There could be 1000s of options for each of those but they mostly distilled it down to what most people need, and they're cross platform.
by socalgal2
2/6/2026 at 9:03:51 PM
Me, on the other hand, love ffmpeg, because I notice my ytdlp using it and my vlc player sometimes using it and I have two homemade powrshell scripts using it to convert flac to mp3 and whatever. I don't want to open a program and figure out it's UI for those things. It has a job, it does it well, you can sort of pipe things to it and I'm very happy.by mylastattempt
2/6/2026 at 9:12:38 PM
I'm not sure you understood what I mean. I'm talking about applications like Krita using FFMPEG to export their data as video. Sometimes they include their own FFMPEG instead of using FFMPEG installed in the system. Each of them has its own dialog.

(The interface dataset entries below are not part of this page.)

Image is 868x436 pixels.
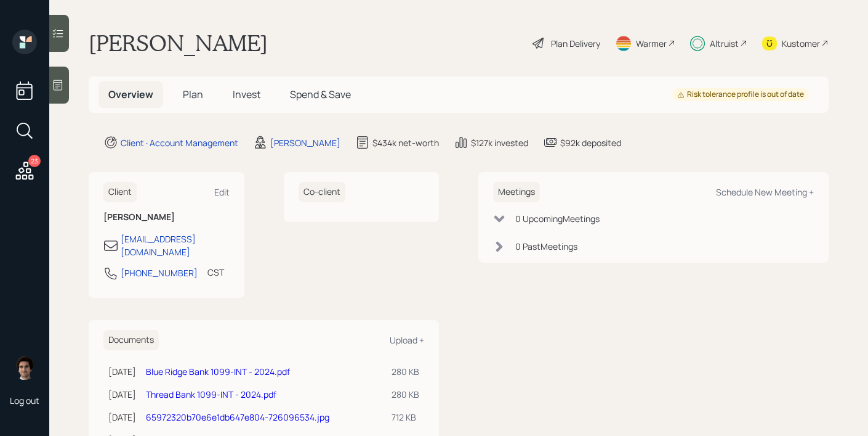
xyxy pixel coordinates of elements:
[372,136,439,149] div: $434k net-worth
[108,410,136,423] div: [DATE]
[121,136,239,149] div: Client · Account Management
[392,388,419,401] div: 280 KB
[121,266,198,279] div: [PHONE_NUMBER]
[183,88,203,101] span: Plan
[678,89,804,100] div: Risk tolerance profile is out of date
[392,410,419,423] div: 712 KB
[108,365,136,378] div: [DATE]
[710,37,739,50] div: Altruist
[146,411,330,422] a: 65972320b70e6e1db647e804-726096534.jpg
[146,388,277,400] a: Thread Bank 1099-INT - 2024.pdf
[271,136,341,149] div: [PERSON_NAME]
[471,136,528,149] div: $127k invested
[103,212,230,222] h6: [PERSON_NAME]
[207,265,224,278] div: CST
[88,29,268,56] h1: [PERSON_NAME]
[108,88,154,101] span: Overview
[493,182,540,202] h6: Meetings
[103,330,159,350] h6: Documents
[121,233,230,258] div: [EMAIL_ADDRESS][DOMAIN_NAME]
[232,88,260,101] span: Invest
[298,182,345,202] h6: Co-client
[290,88,351,101] span: Spend & Save
[515,212,600,225] div: 0 Upcoming Meeting s
[551,37,600,50] div: Plan Delivery
[29,154,41,167] div: 23
[12,355,37,380] img: harrison-schaefer-headshot-2.png
[389,334,424,346] div: Upload +
[103,182,137,202] h6: Client
[515,239,578,252] div: 0 Past Meeting s
[560,136,621,149] div: $92k deposited
[146,365,290,377] a: Blue Ridge Bank 1099-INT - 2024.pdf
[10,395,39,406] div: Log out
[108,388,136,401] div: [DATE]
[392,365,419,378] div: 280 KB
[636,37,667,50] div: Warmer
[782,37,820,50] div: Kustomer
[214,186,230,198] div: Edit
[716,186,814,198] div: Schedule New Meeting +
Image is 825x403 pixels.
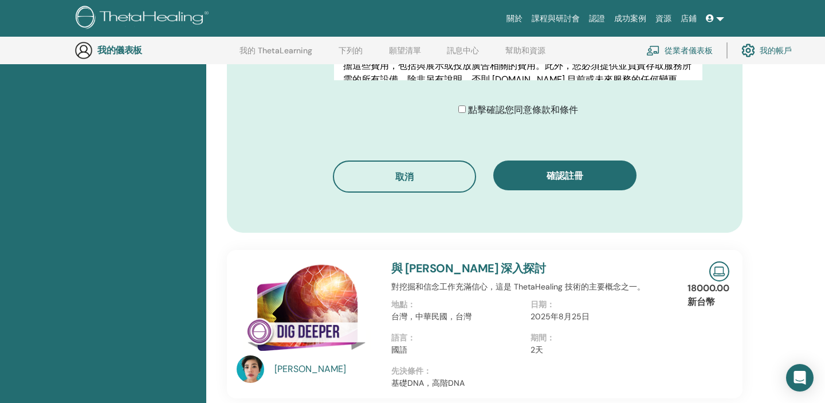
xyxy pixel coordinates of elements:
font: 國語 [391,344,408,355]
img: 深入挖掘 [237,261,378,359]
a: 願望清單 [389,46,421,64]
img: generic-user-icon.jpg [75,41,93,60]
font: 語言： [391,332,416,343]
font: 資源 [656,14,672,23]
font: 日期： [531,299,555,309]
a: 店鋪 [676,8,702,29]
font: 期間： [531,332,555,343]
font: 從業者儀表板 [665,46,713,56]
font: 確認註冊 [547,170,583,182]
font: 我的 ThetaLearning [240,45,312,56]
img: chalkboard-teacher.svg [647,45,660,56]
img: logo.png [76,6,213,32]
font: 課程與研討會 [532,14,580,23]
a: 下列的 [339,46,363,64]
a: 幫助和資源 [506,46,546,64]
a: 課程與研討會 [527,8,585,29]
img: 線上直播研討會 [710,261,730,281]
a: 關於 [502,8,527,29]
font: 關於 [507,14,523,23]
a: 認證 [585,8,610,29]
font: 店鋪 [681,14,697,23]
font: 下列的 [339,45,363,56]
div: 開啟 Intercom Messenger [786,364,814,391]
font: 對挖掘和信念工作充滿信心，這是 ThetaHealing 技術的主要概念之一。 [391,281,645,292]
font: 基礎DNA，高階DNA [391,378,465,388]
font: 認證 [589,14,605,23]
a: 從業者儀表板 [647,38,713,63]
img: default.jpg [237,355,264,383]
font: 幫助和資源 [506,45,546,56]
a: 我的帳戶 [742,38,792,63]
font: 台灣，中華民國，台灣 [391,311,472,322]
font: 願望清單 [389,45,421,56]
img: cog.svg [742,41,755,60]
font: 2025年8月25日 [531,311,590,322]
a: 我的 ThetaLearning [240,46,312,64]
font: 地點： [391,299,416,309]
font: 我的儀表板 [97,44,142,56]
font: 訊息中心 [447,45,479,56]
button: 取消 [333,160,476,193]
font: 2天 [531,344,543,355]
font: 成功案例 [614,14,647,23]
font: 我的帳戶 [760,46,792,56]
font: 先決條件： [391,366,432,376]
a: 與 [PERSON_NAME] 深入探討 [391,261,546,276]
button: 確認註冊 [493,160,637,190]
a: 訊息中心 [447,46,479,64]
a: [PERSON_NAME] [275,362,381,376]
a: 資源 [651,8,676,29]
a: 成功案例 [610,8,651,29]
font: 18000.00 新台幣 [688,282,730,308]
font: [PERSON_NAME] [275,363,346,375]
font: 取消 [395,171,414,183]
font: 點擊確認您同意條款和條件 [468,104,578,116]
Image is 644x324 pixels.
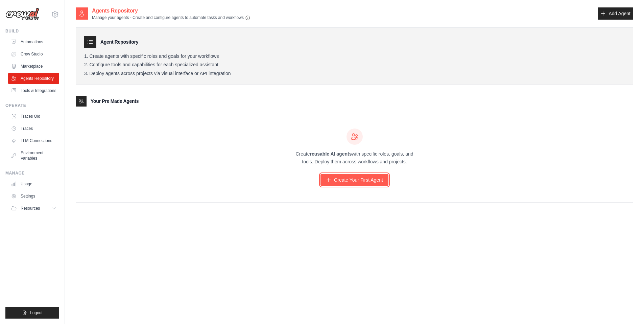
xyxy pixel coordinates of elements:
[310,151,352,157] strong: reusable AI agents
[8,135,59,146] a: LLM Connections
[20,206,40,211] span: Resources
[30,310,43,316] span: Logout
[100,38,138,45] h3: Agent Repository
[5,307,59,319] button: Logout
[5,28,59,34] div: Build
[5,8,39,20] img: Logo
[8,37,59,47] a: Automations
[91,98,139,104] h3: Your Pre Made Agents
[8,190,59,202] a: Settings
[289,150,419,166] p: Create with specific roles, goals, and tools. Deploy them across workflows and projects.
[84,53,625,59] li: Create agents with specific roles and goals for your workflows
[84,62,625,68] li: Configure tools and capabilities for each specialized assistant
[8,202,59,214] button: Resources
[8,49,59,59] a: Crew Studio
[5,170,59,176] div: Manage
[8,86,59,96] a: Tools & Integrations
[598,8,633,20] a: Add Agent
[92,7,250,15] h2: Agents Repository
[8,123,59,134] a: Traces
[8,73,59,84] a: Agents Repository
[8,148,59,164] a: Environment Variables
[8,61,59,72] a: Marketplace
[8,178,59,189] a: Usage
[320,174,388,186] a: Create Your First Agent
[8,111,59,122] a: Traces Old
[84,70,625,76] li: Deploy agents across projects via visual interface or API integration
[92,15,250,20] p: Manage your agents - Create and configure agents to automate tasks and workflows
[5,103,59,108] div: Operate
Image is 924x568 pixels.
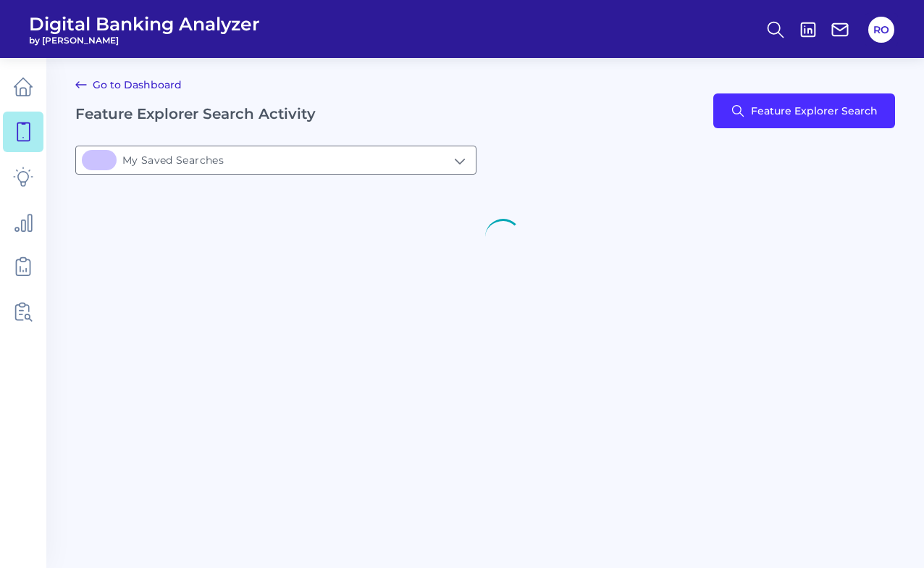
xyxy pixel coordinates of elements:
button: Feature Explorer Search [713,94,894,128]
h2: Feature Explorer Search Activity [75,105,316,122]
a: Go to Dashboard [75,76,181,94]
span: Feature Explorer Search [751,105,878,116]
button: RO [868,17,894,43]
span: by [PERSON_NAME] [29,35,260,46]
span: Digital Banking Analyzer [29,13,260,35]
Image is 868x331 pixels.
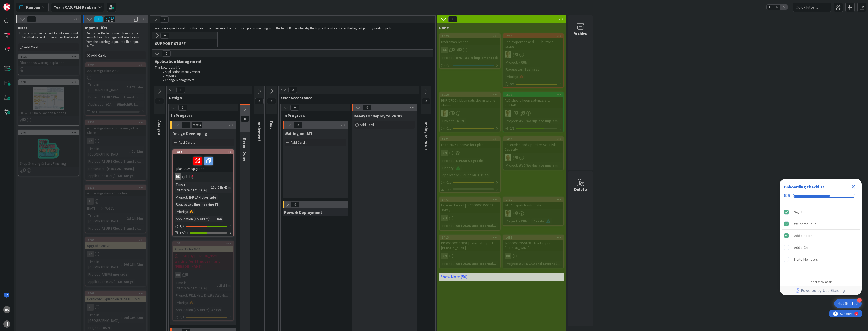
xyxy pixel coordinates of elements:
[122,262,144,267] div: 20d 18h 42m
[522,111,525,114] span: 3
[18,55,79,66] div: 1033Blocked vs Waiting explained
[459,48,462,51] span: 1
[780,178,861,295] div: Checklist Container
[834,299,861,308] div: Open Get Started checklist, remaining modules: 2
[503,38,563,49] div: Set Properties and HDR buttons issues
[504,253,511,259] div: RH
[782,218,859,229] div: Welcome Tour is complete.
[509,82,515,87] span: 0 / 1
[125,215,126,221] span: :
[503,198,563,202] div: 1720
[85,185,147,233] a: 1831Azure Migration - SpiraTeamRH[DATE]Not SetTime in [GEOGRAPHIC_DATA]:2d 1h 54mProject:AZURE Cl...
[18,80,79,116] div: 968HOW TO: Daily Kanban Meeting
[121,173,122,178] span: :
[504,162,517,168] div: Project
[441,215,448,221] div: RH
[180,254,222,259] span: [DATE] By [PERSON_NAME]...
[441,158,454,164] div: Project
[87,102,115,107] div: Application (CAD/PLM)
[780,286,861,295] div: Footer
[503,34,563,49] div: 1235Set Properties and HDR buttons issues
[505,198,563,201] div: 1720
[92,109,97,114] span: 0/4
[173,173,233,180] div: RS
[130,149,130,154] span: :
[503,240,563,251] div: INC000000250108 | Acad Import | [PERSON_NAME]
[441,150,448,156] div: RH
[23,118,26,121] span: 1
[504,60,517,65] div: Project
[439,273,564,281] a: Show More (50)
[518,162,562,168] div: AVD Workplace implem...
[180,315,185,320] span: 0 / 1
[523,66,540,72] div: Business
[105,206,116,211] i: Not Set
[441,173,476,178] div: Application (CAD/PLM)
[210,216,223,222] div: E-Plan
[451,48,455,51] span: 1
[87,198,93,205] div: RH
[174,300,187,305] div: Priority
[440,34,500,45] div: 1379Hydroman license
[192,201,193,207] span: :
[502,33,564,88] a: 1235Set Properties and HDR buttons issuesBOProject:-RUN-Requester:BusinessPriority:0/1
[515,52,518,56] span: 8
[99,271,100,277] span: :
[503,235,563,251] div: 1412INC000000250108 | Acad Import | [PERSON_NAME]
[174,201,192,207] div: Requester
[439,197,501,231] a: 1473External Import | INC000000250263 | T. JokayRHProject:AUTOCAD and External...
[210,184,232,190] div: 10d 21h 47m
[87,94,99,100] div: Project
[502,234,564,268] a: 1412INC000000250108 | Acad Import | [PERSON_NAME]RHProject:AUTOCAD and External...
[85,251,146,257] div: RH
[503,137,563,142] div: 1468
[454,261,498,266] div: AUTOCAD and External...
[502,136,564,170] a: 1468Determine and Optimize AVD Disk CapacityRKProject:AVD Workplace implem...
[85,198,146,205] div: RH
[517,74,518,80] span: :
[91,53,107,58] span: Add Card...
[517,261,518,266] span: :
[782,206,859,217] div: Sign Up is complete.
[121,262,122,267] span: :
[782,286,859,295] a: Powered by UserGuiding
[440,92,500,108] div: 1659HDR/CFDC ribbon sets doc in wrong status
[85,291,146,302] div: 1668Cerificate Expired on NL-SCH01-AP15
[440,46,500,53] div: BL
[794,209,805,215] div: Sign Up
[441,46,448,53] div: BL
[87,226,99,231] div: Project
[85,237,146,249] div: 1669Upgrade Ansys
[88,63,146,67] div: 1835
[440,34,500,38] div: 1379
[173,150,233,155] div: 1649
[173,241,233,252] div: 1351Ansys 17 for W11
[503,110,563,116] div: BO
[174,195,187,200] div: Project
[85,138,146,144] div: RH
[85,119,147,181] a: 1833Azure Migration - move Ansys File ShareRHTime in [GEOGRAPHIC_DATA]:2d 22mProject:AZURE Cloud ...
[85,189,146,197] div: Azure Migration - SpiraTeam
[175,242,233,245] div: 1351
[476,173,490,178] div: E-Plan
[503,92,563,97] div: 1583
[187,300,188,305] span: :
[454,118,454,124] span: :
[121,279,122,285] span: :
[85,296,146,302] div: Cerificate Expired on NL-SCH01-AP15
[857,298,861,302] div: 2
[503,81,563,87] div: 0/1
[440,235,500,251] div: 1413INC000000249891 | External Import | [PERSON_NAME]
[180,223,185,229] span: 1 / 2
[504,110,511,116] img: BO
[505,236,563,240] div: 1412
[85,120,146,125] div: 1833
[85,125,146,136] div: Azure Migration - move Ansys File Share
[99,158,100,164] span: :
[440,253,500,259] div: RH
[503,253,563,259] div: RH
[88,186,146,189] div: 1831
[87,304,93,310] div: RH
[505,137,563,141] div: 1468
[4,4,10,10] img: Visit kanbanzone.com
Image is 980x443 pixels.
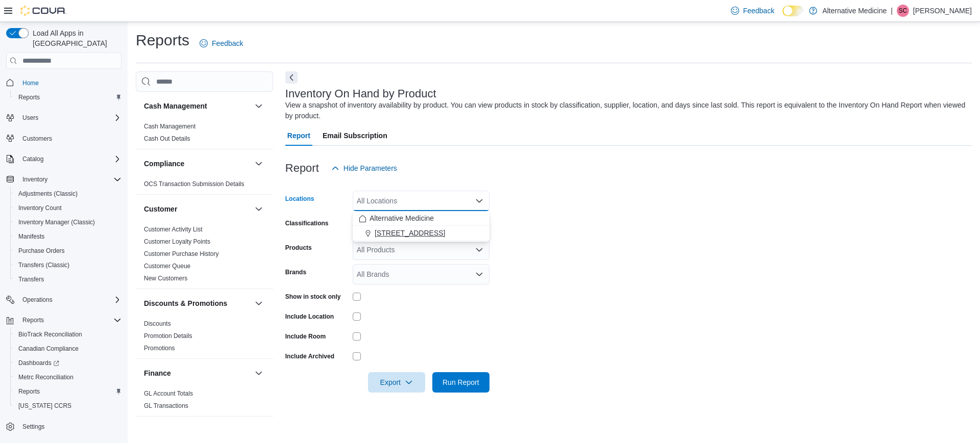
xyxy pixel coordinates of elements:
a: GL Account Totals [144,391,192,398]
span: Purchase Orders [18,247,64,255]
div: Finance [136,387,273,416]
span: Reports [14,386,122,398]
div: Choose from the following options [352,212,489,241]
button: Catalog [2,152,126,166]
label: Locations [286,195,314,203]
span: Customer Loyalty Points [144,238,210,246]
span: Home [18,76,122,89]
span: Cash Out Details [144,134,190,143]
span: Customer Activity List [144,226,203,234]
span: BioTrack Reconciliation [18,331,82,339]
button: Adjustments (Classic) [10,187,126,201]
span: Run Report [442,378,479,387]
span: Alternative Medicine [369,213,434,223]
button: Cash Management [253,100,265,112]
a: Metrc Reconciliation [14,371,77,383]
a: Discounts [144,321,171,328]
span: [STREET_ADDRESS] [375,228,445,239]
label: Include Location [286,313,333,321]
a: Dashboards [10,356,126,371]
button: Customer [144,204,251,214]
span: Users [22,114,38,122]
span: GL Transactions [144,402,189,410]
span: Manifests [14,231,122,243]
a: Promotion Details [144,332,192,340]
span: Home [22,79,39,87]
span: Settings [22,423,45,431]
a: Customer Purchase History [144,251,219,258]
button: Reports [18,314,48,327]
button: Inventory [18,173,52,185]
span: Feedback [743,6,774,16]
a: Promotions [144,345,175,352]
span: Discounts [144,320,171,328]
span: Reports [22,317,44,324]
span: Purchase Orders [14,245,122,257]
button: Inventory Count [10,201,126,216]
button: Operations [2,293,126,307]
span: Promotion Details [144,332,192,340]
span: [US_STATE] CCRS [18,402,72,410]
span: Manifests [18,232,45,241]
p: Alternative Medicine [822,5,886,17]
a: Inventory Count [14,202,66,214]
span: Transfers (Classic) [14,259,122,271]
label: Include Archived [286,352,334,360]
span: Catalog [22,155,44,163]
a: Manifests [14,231,49,243]
a: Cash Management [144,123,196,130]
button: Inventory Manager (Classic) [10,216,126,230]
span: Dashboards [18,359,59,367]
a: New Customers [144,275,187,282]
a: OCS Transaction Submission Details [144,181,244,188]
span: Report [287,126,310,146]
span: Metrc Reconciliation [14,371,122,383]
button: Open list of options [475,246,483,254]
span: Washington CCRS [14,400,122,412]
span: Customers [18,132,122,145]
span: Feedback [212,38,243,49]
span: Reports [18,314,122,327]
span: Transfers [14,274,122,286]
button: Inventory [2,173,126,187]
span: BioTrack Reconciliation [14,328,122,340]
a: Transfers (Classic) [14,259,73,271]
button: [US_STATE] CCRS [10,399,126,414]
a: Reports [14,91,44,103]
div: Discounts & Promotions [136,318,273,359]
button: Customer [253,203,265,216]
button: Discounts & Promotions [144,298,251,309]
a: Feedback [196,33,247,53]
span: Reports [18,387,40,396]
span: Reports [14,91,122,103]
span: GL Account Totals [144,390,192,398]
a: Customer Activity List [144,226,203,233]
a: Customers [18,133,56,145]
div: Steven Cross [896,5,908,17]
h3: Compliance [144,158,185,169]
span: Dashboards [14,357,122,369]
button: Alternative Medicine [352,212,489,226]
p: | [890,5,892,17]
h3: Inventory On Hand by Product [286,87,436,100]
button: Reports [10,385,126,399]
span: Cash Management [144,122,196,130]
button: [STREET_ADDRESS] [352,226,489,241]
div: View a snapshot of inventory availability by product. You can view products in stock by classific... [286,100,966,122]
button: Compliance [144,158,251,169]
a: Customer Queue [144,262,190,270]
span: Canadian Compliance [14,343,122,355]
a: [US_STATE] CCRS [14,400,76,412]
span: Reports [18,93,40,102]
a: Reports [14,386,44,398]
span: Metrc Reconciliation [18,374,73,382]
button: Transfers [10,273,126,286]
span: Inventory [18,173,122,185]
span: Export [374,372,419,393]
span: Operations [22,296,52,304]
a: Feedback [726,1,778,21]
h3: Finance [144,368,171,379]
button: Metrc Reconciliation [10,371,126,385]
label: Include Room [286,332,325,340]
button: BioTrack Reconciliation [10,328,126,342]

The only way to input custom settings for FFMPEG would be to export in a lossless video format and then reencode using FFMPEG, when you should be able to just "connect" a data stream to an FFMPEG frontend as the input and the frontend has all the options you might want to customize how that data is turned into a .mp4 file or .mov file.by AlienRobot
2/6/2026 at 9:54:24 PM
> The testing that would be required to support toggles would be for 2^nI don't think that's really true, unless the behavior of each toggle is tightly coupled to the behavior each other toggle.
Case in point - most mature apps nowadays do have hundreds of toggles for various settings and features.
by wavemode
2/7/2026 at 1:34:19 AM
I for one, would certainly prefer a wider ecosystem of _more refined_, less bloated tools.The current system of a near-monoculture of garbage sucks.